- Joined
- Jan 27, 2015
- Messages
- 1,747 (0.48/day)
System Name | Legion |
---|---|
Processor | i7-12700KF |
Motherboard | Asus Z690-Plus TUF Gaming WiFi D5 |
Cooling | Arctic Liquid Freezer 2 240mm AIO |
Memory | PNY MAKO DDR5-6000 C36-36-36-76 |
Video Card(s) | PowerColor Hellhound 6700 XT 12GB |
Storage | WD SN770 512GB m.2, Samsung 980 Pro m.2 2TB |
Display(s) | Acer K272HUL 1440p / 34" MSI MAG341CQ 3440x1440 |
Case | Montech Air X |
Power Supply | Corsair CX750M |
Mouse | Logitech MX Anywhere 25 |
Keyboard | Logitech MX Keys |
Software | Lots |
You clearly misunderstood. 12th Gen is a different type of core - Alder Lake, with a different P-core architecture. However, 13th and 14th gen are bit by bit, physically identical processors with zero changes or improvements in between them. The sole exception is the configuration with 3 E-core clusters sold as 14700K - which was possible in 13th but never made commercially available. They have the same capabilities, characteristics, internal model number, revision, etc.
I didn't misunderstand anything. Raptor-Lake and Raptor-Lake refresh are obviously the same cores, the main difference between RPL and ADL was in the cache in the first place. Nothing from ADL to the new RPL-S significantly changed.
What you probably don't know, is that similar things can be said of Zen 2 vs Zen 3.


● **PROBLEM STATEMENT**
Where does "Colour" occur in the listing? Copy every line that holds it.

★ ★ ★ ★

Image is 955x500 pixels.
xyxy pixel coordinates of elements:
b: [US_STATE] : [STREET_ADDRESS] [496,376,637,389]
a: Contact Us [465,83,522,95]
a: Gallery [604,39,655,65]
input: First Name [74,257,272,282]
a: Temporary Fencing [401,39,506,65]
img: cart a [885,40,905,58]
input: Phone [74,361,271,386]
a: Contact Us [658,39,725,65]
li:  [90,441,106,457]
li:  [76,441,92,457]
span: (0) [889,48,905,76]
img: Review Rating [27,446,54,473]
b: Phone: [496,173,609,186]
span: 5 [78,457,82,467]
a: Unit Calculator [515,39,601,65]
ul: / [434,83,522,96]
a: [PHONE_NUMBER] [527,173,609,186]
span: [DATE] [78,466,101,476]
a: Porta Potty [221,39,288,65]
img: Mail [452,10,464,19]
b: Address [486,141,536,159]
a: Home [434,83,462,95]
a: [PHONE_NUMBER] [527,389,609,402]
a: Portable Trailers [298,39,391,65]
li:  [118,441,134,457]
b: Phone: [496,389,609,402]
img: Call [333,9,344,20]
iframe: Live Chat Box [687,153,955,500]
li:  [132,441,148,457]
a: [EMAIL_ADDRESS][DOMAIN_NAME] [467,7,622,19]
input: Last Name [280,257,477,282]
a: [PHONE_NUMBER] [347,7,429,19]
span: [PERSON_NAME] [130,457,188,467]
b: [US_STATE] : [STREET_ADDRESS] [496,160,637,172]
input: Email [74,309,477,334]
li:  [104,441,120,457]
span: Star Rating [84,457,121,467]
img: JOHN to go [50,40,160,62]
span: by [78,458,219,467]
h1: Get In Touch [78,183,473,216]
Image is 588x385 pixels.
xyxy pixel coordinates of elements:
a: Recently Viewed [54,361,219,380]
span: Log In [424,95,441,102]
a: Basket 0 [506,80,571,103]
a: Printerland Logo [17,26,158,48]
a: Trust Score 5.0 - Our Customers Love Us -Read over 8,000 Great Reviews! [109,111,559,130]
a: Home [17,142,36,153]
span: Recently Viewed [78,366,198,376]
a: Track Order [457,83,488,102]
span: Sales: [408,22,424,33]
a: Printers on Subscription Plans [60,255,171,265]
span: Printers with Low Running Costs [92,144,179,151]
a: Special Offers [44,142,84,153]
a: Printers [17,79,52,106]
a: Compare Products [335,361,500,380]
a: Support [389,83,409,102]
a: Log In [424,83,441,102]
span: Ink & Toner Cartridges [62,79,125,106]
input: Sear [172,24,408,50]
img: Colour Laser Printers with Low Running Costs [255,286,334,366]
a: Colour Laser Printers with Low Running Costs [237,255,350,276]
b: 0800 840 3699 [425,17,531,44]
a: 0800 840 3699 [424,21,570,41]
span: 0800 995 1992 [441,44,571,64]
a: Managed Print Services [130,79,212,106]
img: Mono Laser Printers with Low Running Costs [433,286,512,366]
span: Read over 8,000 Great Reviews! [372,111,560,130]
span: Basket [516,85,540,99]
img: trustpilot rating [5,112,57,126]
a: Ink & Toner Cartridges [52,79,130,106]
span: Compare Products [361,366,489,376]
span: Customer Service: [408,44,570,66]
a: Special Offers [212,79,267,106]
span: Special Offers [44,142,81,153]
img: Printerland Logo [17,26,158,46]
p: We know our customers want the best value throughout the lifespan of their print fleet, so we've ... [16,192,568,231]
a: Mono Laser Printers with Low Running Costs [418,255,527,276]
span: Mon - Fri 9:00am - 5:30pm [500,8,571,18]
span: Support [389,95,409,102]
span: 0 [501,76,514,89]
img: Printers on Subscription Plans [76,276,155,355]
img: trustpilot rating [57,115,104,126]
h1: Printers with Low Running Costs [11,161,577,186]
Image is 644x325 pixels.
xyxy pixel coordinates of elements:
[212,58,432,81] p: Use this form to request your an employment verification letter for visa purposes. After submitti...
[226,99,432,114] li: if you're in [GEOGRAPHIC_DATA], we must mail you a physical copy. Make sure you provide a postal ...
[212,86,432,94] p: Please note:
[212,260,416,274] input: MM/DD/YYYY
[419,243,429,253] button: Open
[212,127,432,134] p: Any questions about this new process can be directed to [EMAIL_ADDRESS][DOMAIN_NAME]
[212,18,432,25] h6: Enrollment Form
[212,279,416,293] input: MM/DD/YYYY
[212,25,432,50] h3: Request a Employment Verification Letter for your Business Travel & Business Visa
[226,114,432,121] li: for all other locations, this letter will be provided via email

★ ★ ★ ★

● **SOLUTION TO THIS PROBLEM**
img: Colour Laser Printers with Low Running Costs [255,286,334,366]
a: Colour Laser Printers with Low Running Costs [237,255,350,276]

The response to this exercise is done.